British Petroleum or Anglo-Persian Oil Company
The tale starts back in 1951, a predominant nationalist with socialist penchants is appointed prime minister in Iran. Dr. Mosaddegh then undertakes the important reform of nationalizing the very profitable Iranian petrol industry, that at the time being was in the hands of the Anglo-Persian Oil Company (the Iranian BP affiliate of the time), in other words an important pillar of the British economy. For Mosaddegh the plan was very plain and simple, with the revenue generated by the new nationalized petroleum industry he would soar his fellow countrymen out of the grips of poverty.
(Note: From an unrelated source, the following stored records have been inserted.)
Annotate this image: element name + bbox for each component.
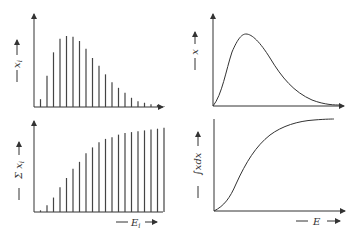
panel-continuous-distribution: x xyxy=(189,14,344,106)
svg-text:x: x xyxy=(189,49,200,55)
bar-series xyxy=(41,36,165,107)
x-axis-label: Ei xyxy=(116,217,157,230)
y-axis-label: xi xyxy=(11,40,24,82)
x-axis-label: E xyxy=(296,216,340,227)
panel-discrete-distribution: xi xyxy=(11,14,164,107)
figure: xi Σ xi Ei x xyxy=(0,0,352,237)
svg-text:Σ xi: Σ xi xyxy=(13,161,26,180)
svg-text:∫xdx: ∫xdx xyxy=(192,152,203,175)
y-axis-label: x xyxy=(189,32,200,70)
panel-cumulative-continuous: ∫xdx E xyxy=(192,119,345,227)
y-axis-label: ∫xdx xyxy=(192,132,203,198)
bar-series xyxy=(41,128,165,212)
svg-text:xi: xi xyxy=(11,60,24,68)
distribution-curve xyxy=(213,34,340,106)
svg-text:Ei: Ei xyxy=(130,217,141,230)
y-axis-label: Σ xi xyxy=(13,142,26,200)
cumulative-curve xyxy=(214,119,334,211)
panel-cumulative-discrete: Σ xi Ei xyxy=(13,121,164,230)
svg-text:E: E xyxy=(312,216,321,227)
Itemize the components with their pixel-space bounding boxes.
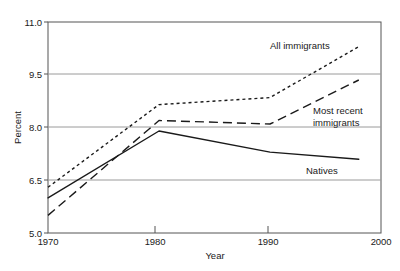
annotation-most-recent-line2: immigrants bbox=[313, 117, 359, 128]
xtick-label-2000: 2000 bbox=[361, 236, 400, 247]
xtick-label-1970: 1970 bbox=[28, 236, 68, 247]
chart-figure: 11.0 9.5 8.0 6.5 5.0 1970 1980 1990 2000… bbox=[0, 0, 400, 271]
x-axis-title: Year bbox=[185, 250, 245, 261]
y-axis-title: Percent bbox=[12, 98, 23, 158]
annotation-natives: Natives bbox=[306, 165, 338, 177]
xtick-label-1990: 1990 bbox=[248, 236, 288, 247]
ytick-label-9-5: 9.5 bbox=[6, 69, 42, 80]
ytick-label-11-0: 11.0 bbox=[6, 17, 42, 28]
annotation-most-recent-line1: Most recent bbox=[313, 105, 363, 116]
ytick-label-6-5: 6.5 bbox=[6, 175, 42, 186]
annotation-most-recent-immigrants: Most recent immigrants bbox=[313, 105, 363, 128]
annotation-all-immigrants: All immigrants bbox=[270, 40, 330, 52]
xtick-label-1980: 1980 bbox=[135, 236, 175, 247]
chart-canvas bbox=[0, 0, 400, 271]
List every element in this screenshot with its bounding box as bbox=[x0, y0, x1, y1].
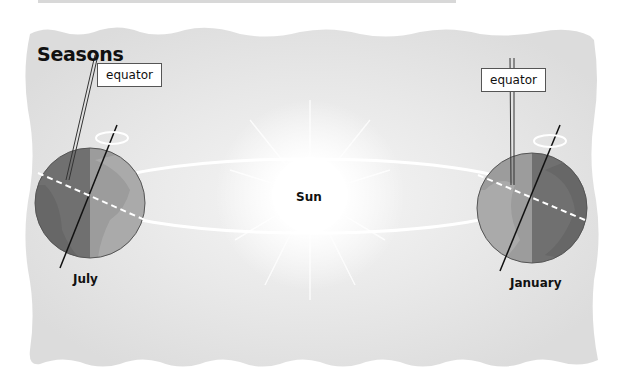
equator-callout-left: equator bbox=[97, 63, 162, 87]
july-label: July bbox=[73, 272, 98, 286]
earth-july bbox=[35, 148, 145, 258]
diagram-title: Seasons bbox=[37, 43, 124, 65]
january-label: January bbox=[510, 276, 562, 290]
equator-callout-right: equator bbox=[481, 68, 546, 92]
sun-label: Sun bbox=[296, 190, 322, 204]
earth-january bbox=[477, 153, 587, 263]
But for the British the lose of such an important economic asset was mere folly and for the C.I.A. and the American government of the newly elected Eisenhower Dr, Mosaddegh socialist principals were flirting with communism in a way that made the United States uneasy. The only option now was a tactic that would become very well know in the future "Regime Change". So the tale of Dr. Mosaddegh and of his "nationalistic" adventure comes to an abrupt end in 1953. With unconditional tactic/strategic aide of the American and British secret services the conservative wing of the army mounted a coup and put on the thrown a new Shah.             
Another turning point in the "liberalization" of the middle east was the ascension of Anwar Sadat to the title of Rais in 1970. After Gamal Nasser's death in 1970, Anwar Sadat a high ranking military general as was Nasser took control of Egypt. First he was view as merely a puppet of the "Nasserist" elite, but through the "Corrective Revolution" Sadat eliminated the entire "Nasserist" vision form the circles of power. He then pursued the economic policy of "liberalization" something that was completely contradictory with Nasser's vision of "Egypt's self-determination".
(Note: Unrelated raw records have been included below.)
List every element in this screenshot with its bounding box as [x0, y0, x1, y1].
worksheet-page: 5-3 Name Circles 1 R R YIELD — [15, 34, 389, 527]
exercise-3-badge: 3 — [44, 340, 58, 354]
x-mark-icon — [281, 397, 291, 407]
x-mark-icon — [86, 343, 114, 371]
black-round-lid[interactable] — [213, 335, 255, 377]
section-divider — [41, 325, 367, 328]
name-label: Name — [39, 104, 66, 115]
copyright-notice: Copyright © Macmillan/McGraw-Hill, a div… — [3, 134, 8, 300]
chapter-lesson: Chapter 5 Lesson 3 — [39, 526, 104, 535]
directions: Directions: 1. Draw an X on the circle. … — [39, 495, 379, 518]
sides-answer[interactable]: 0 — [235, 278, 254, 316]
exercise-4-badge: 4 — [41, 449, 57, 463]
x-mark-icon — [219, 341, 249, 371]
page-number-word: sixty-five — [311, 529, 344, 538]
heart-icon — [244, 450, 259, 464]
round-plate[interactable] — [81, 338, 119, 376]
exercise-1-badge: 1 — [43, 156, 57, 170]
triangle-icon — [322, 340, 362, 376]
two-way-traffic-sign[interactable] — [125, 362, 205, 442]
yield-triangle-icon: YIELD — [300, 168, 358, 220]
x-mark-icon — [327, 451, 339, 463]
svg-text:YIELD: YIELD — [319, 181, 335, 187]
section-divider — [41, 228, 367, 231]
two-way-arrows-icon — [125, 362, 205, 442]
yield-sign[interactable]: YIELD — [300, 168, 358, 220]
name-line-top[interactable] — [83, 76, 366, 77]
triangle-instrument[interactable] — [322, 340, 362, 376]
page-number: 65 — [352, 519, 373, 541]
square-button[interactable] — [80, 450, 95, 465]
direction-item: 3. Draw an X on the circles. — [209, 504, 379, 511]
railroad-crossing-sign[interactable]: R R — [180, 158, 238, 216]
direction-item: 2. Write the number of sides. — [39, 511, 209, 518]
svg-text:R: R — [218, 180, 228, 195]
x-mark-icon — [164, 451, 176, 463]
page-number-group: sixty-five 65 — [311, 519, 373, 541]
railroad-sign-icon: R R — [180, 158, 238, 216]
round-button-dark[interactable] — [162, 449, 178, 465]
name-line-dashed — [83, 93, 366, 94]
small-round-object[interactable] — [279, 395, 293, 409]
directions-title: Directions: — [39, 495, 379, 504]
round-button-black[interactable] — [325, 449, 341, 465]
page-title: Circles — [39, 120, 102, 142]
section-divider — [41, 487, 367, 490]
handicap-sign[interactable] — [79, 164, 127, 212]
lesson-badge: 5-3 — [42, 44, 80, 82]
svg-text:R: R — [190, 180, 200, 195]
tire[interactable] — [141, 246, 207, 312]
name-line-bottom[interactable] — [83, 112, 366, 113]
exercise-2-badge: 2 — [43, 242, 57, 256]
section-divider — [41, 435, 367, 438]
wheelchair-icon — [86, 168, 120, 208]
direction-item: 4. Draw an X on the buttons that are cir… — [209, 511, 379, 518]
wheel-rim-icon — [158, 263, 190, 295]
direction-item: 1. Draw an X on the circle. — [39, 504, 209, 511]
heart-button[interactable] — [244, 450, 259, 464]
And then came the period of the 1990's and the arrival of military junta's to power in all of the middle east implementing Neoliberal agenda's, as in Algeria that completely "liberalized" it's gaz and oil industry, the same in Tunisia, the "Tunisian Miracle" under the rule of Ben Ali, and in Libya with reconstruction of diplomatic relationships with country. Throughout the Arab world form Saudi Arabia to the United Arab Emirates, from Bahrain to Yemen, the United States through the C.I.A. and the so-called war against "the evil empire" that represented communism financed authoritarian regimes/ petro-kings and in return the only thing they asked for was the implementation of Neoliberal policies and the "liberalization" of their economies so that American enterprises could operate in total freedom. But what did this lead to? What did this mean for democracy? 
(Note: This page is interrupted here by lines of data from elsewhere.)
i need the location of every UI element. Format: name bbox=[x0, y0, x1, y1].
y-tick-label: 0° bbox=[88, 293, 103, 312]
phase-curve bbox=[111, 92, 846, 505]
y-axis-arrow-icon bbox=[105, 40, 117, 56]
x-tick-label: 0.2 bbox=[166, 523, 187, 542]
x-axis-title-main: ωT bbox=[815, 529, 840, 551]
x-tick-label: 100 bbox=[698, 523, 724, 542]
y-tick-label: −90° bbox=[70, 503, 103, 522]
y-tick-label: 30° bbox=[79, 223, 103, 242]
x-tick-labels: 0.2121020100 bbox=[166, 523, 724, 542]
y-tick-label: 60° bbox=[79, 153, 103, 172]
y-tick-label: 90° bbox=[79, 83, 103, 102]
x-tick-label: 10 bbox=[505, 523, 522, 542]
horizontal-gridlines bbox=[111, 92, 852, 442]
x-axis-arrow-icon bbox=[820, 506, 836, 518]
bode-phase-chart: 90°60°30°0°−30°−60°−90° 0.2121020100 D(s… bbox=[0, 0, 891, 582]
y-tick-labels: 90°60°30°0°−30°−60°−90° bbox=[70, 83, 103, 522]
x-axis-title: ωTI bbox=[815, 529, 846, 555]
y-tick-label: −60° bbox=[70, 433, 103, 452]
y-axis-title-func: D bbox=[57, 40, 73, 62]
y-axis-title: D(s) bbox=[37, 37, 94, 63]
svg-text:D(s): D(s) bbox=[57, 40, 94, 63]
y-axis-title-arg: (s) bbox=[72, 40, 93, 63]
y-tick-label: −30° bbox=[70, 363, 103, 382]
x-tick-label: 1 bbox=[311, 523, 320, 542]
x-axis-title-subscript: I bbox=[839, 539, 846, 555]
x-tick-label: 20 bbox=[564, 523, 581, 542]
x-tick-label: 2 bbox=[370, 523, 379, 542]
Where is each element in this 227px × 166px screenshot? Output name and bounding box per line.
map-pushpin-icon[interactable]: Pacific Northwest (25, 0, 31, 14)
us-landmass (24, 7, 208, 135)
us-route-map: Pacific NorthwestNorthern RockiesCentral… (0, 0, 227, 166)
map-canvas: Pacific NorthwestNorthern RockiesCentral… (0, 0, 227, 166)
Without any doubt the direct consequences of the Neoliberal policies instilled by the various "puppet" regimes of the United States was grand popular discontentment, in lead to "Bread-Riots" in Egypt, a civil war in Yemen between "Socialist" and autocratic fractions, but the major shift it lead to without any doubt was the Islamic Revolution of 1979. It was a new kind of revolution, a one that did not lean to the west or to the east but stood on it's feet (at least at the beginning, afterwards it turned into one of the most repressive regimes in the world) and fought violently against the Neoliberal policies that were implemented by the Shah and his regime. It was more anti-capitalistic, then anti-occidental or anti-American, and detested the "western" main mise on the Iranian economy, it was the first anti-Neoliberal revolution. And it "breeded" a new sort of protestation Islamic radical terrorism. So we have seen how in the "3rd world" Neoliberalism destabilized and destroyed the democratic process, how it cut the grassroots of democratic aspirations, doing so under the theory that greater economic liberty would defacto engender greater political liberty a more democratic form of governance. But could Neoliberalism infiltrate western democracies and turn them into "facade democracies"? into D.O.I.N.'s (Democracies Only In Name)? Create the same oligarchic regimes that existed in the third world but dressed with the robes of democracy?